Disclaimer : I'm a medical student extremely interested in AI but who has trouble devoting time to this passion. This project is a way to get to know machine learning tools but can have practical applications. I like to have crazy ideas to motivate my projects and they are listed belows. Don't laugh. Don't hesitate to contribute either.

  • Scheduling Using AnnA to do more different reviews might, somehow, increase the likelihood of eureka moments where your brain just created a new neural paths. That would supposedly help to remember and master a field.
  • Optimize learning via cues : A weird idea of mine is about the notion that hearing a tone when you're learning something will increase your recall if you have the same tone playing while taking the test. So maybe it would be useful to assign a tone that increases in pitch while you advance in the queue of due cards? I told you it was crazy ideas... Also this tone could play the tone assigned to the cluster when doing random reviews.
  • Mental Walk (credit goes to a discussion with Paul Bricman) : integrating AnnA with VR by offering the user to walk in an imaginary and procedurally generated world with the reviews materialized in precise location.
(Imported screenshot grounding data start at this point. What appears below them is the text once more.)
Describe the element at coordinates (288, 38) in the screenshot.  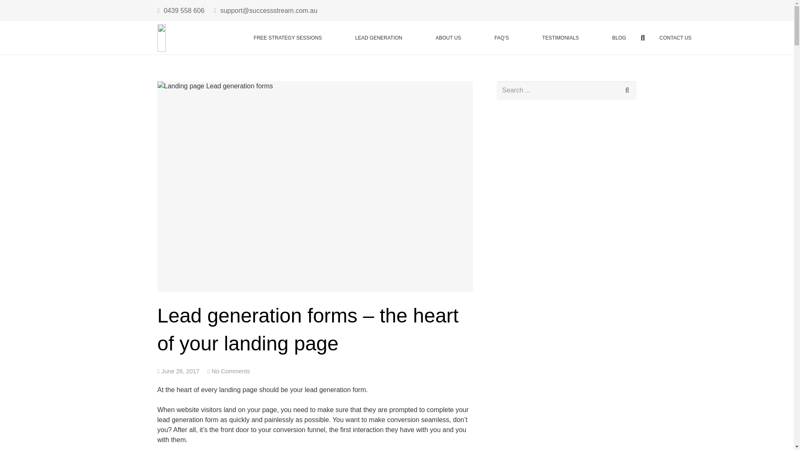
I see `FREE STRATEGY SESSIONS` at that location.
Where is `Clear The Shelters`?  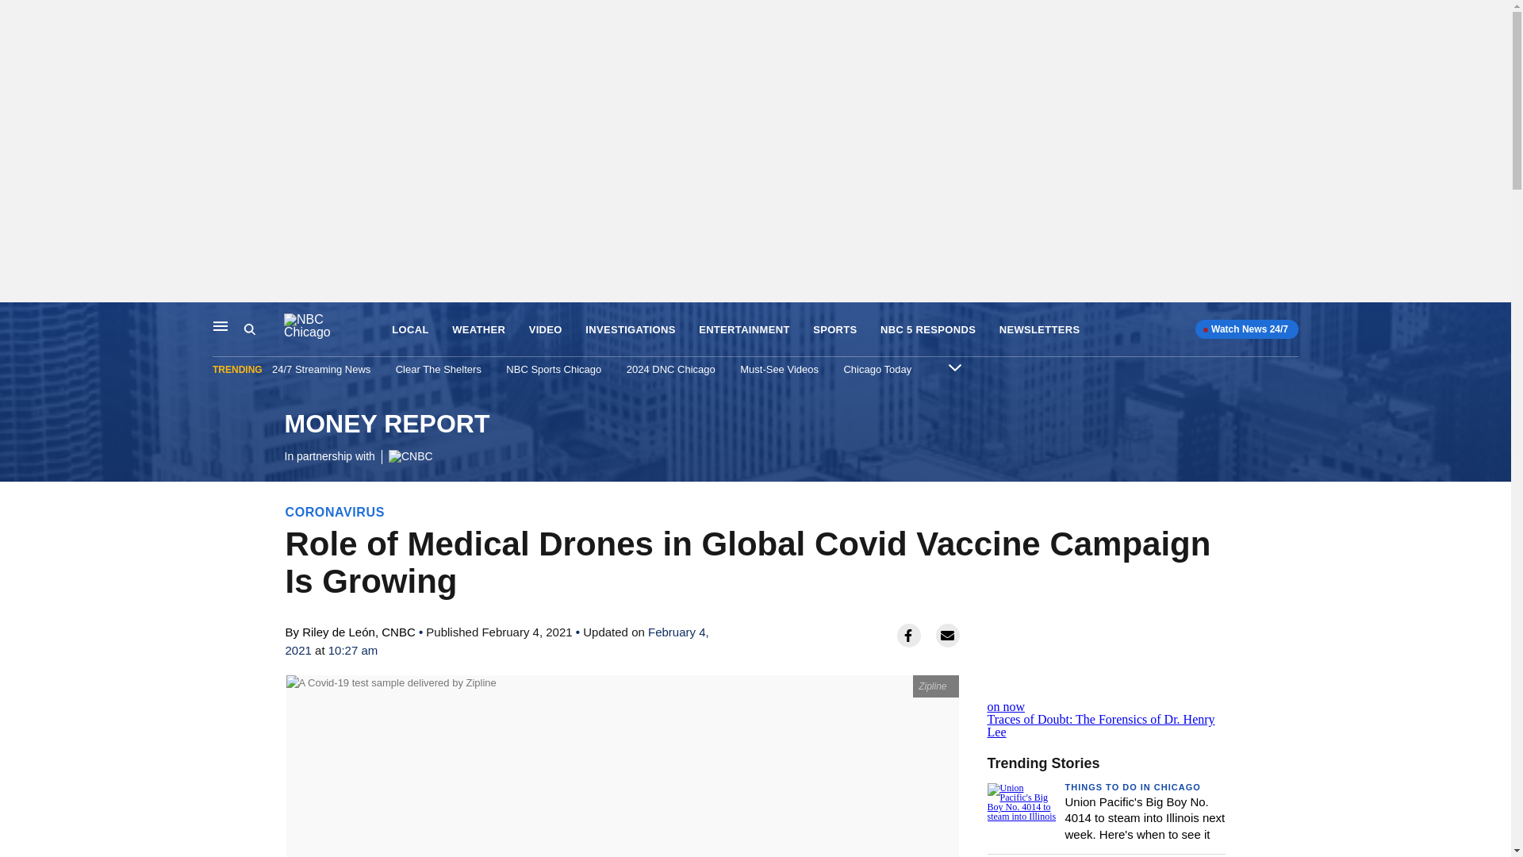
Clear The Shelters is located at coordinates (438, 369).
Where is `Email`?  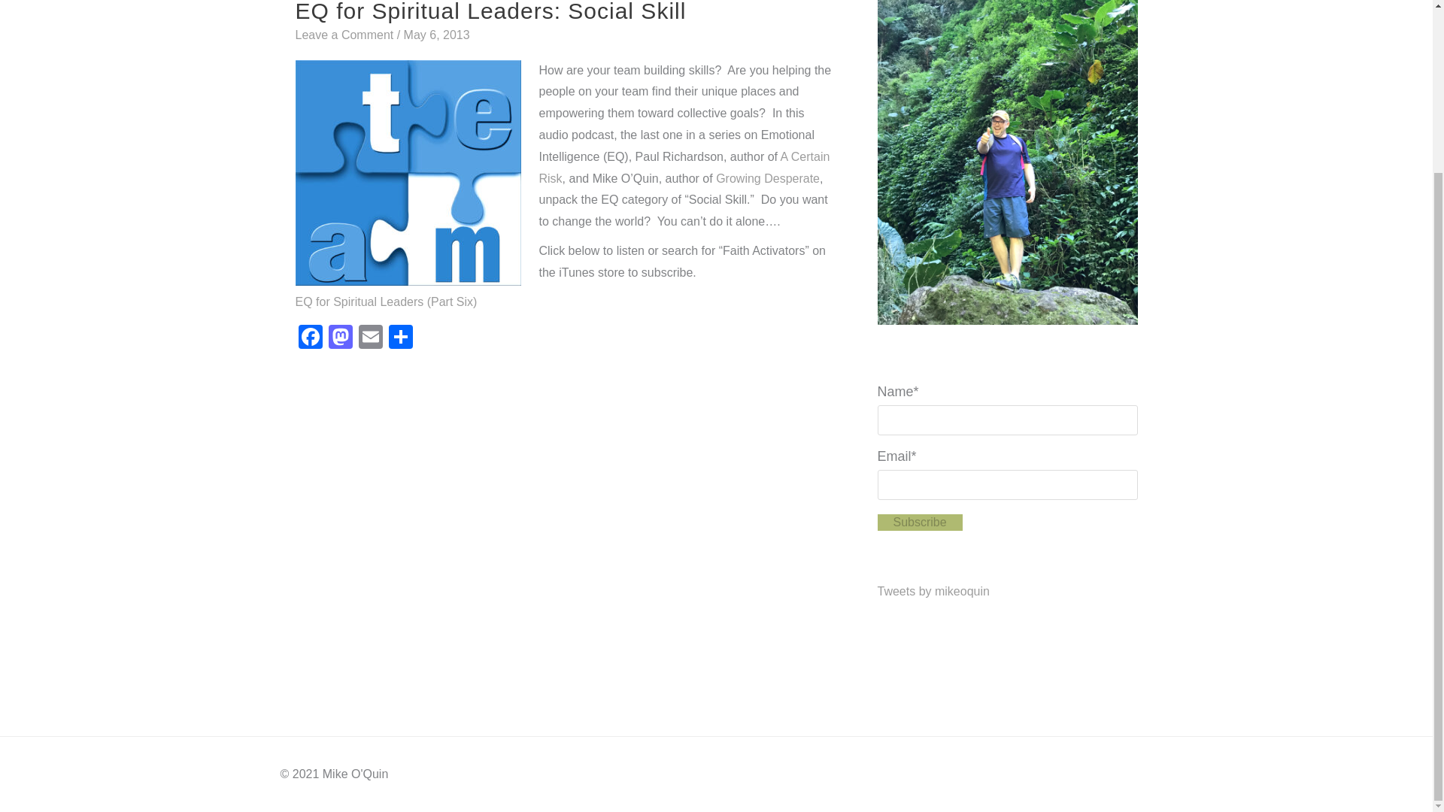 Email is located at coordinates (370, 338).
So the user would have to walk to the flashcard location then do the review. The cards would be automatically grouped by cluster into rooms or forests or buildings etc. Allowing to not have to create the mental palace but just have to create the flashcards.
    • a possibility would be to do a dimension reduction to 5 dimensions. Use the 2 first to get the spatial location were the cluster would be assigned. Then the cards would be spread across the room but the 3 remaining vectors could be used to derive something about the room like wall whiteness, floor whiteness and the tempo of a music playing in the background.
    • we could ensure that the clusters would always stay in the same room even after adding many cards or even across users by querying a large language model for the vectors associated to the main descriptors of the cluster.
    • Put it on street view for automatic mental palace?
  • Source Walking : it would be interesting to do the anki reviews in VR where the floor would be your source (pdf, epub, ppt, whatever). The cards would be spread over the document, approximately located above the actual source sentence. Hence leveraging the power of mental palace while doing your reviews. Accessing the big picture AND the small picture.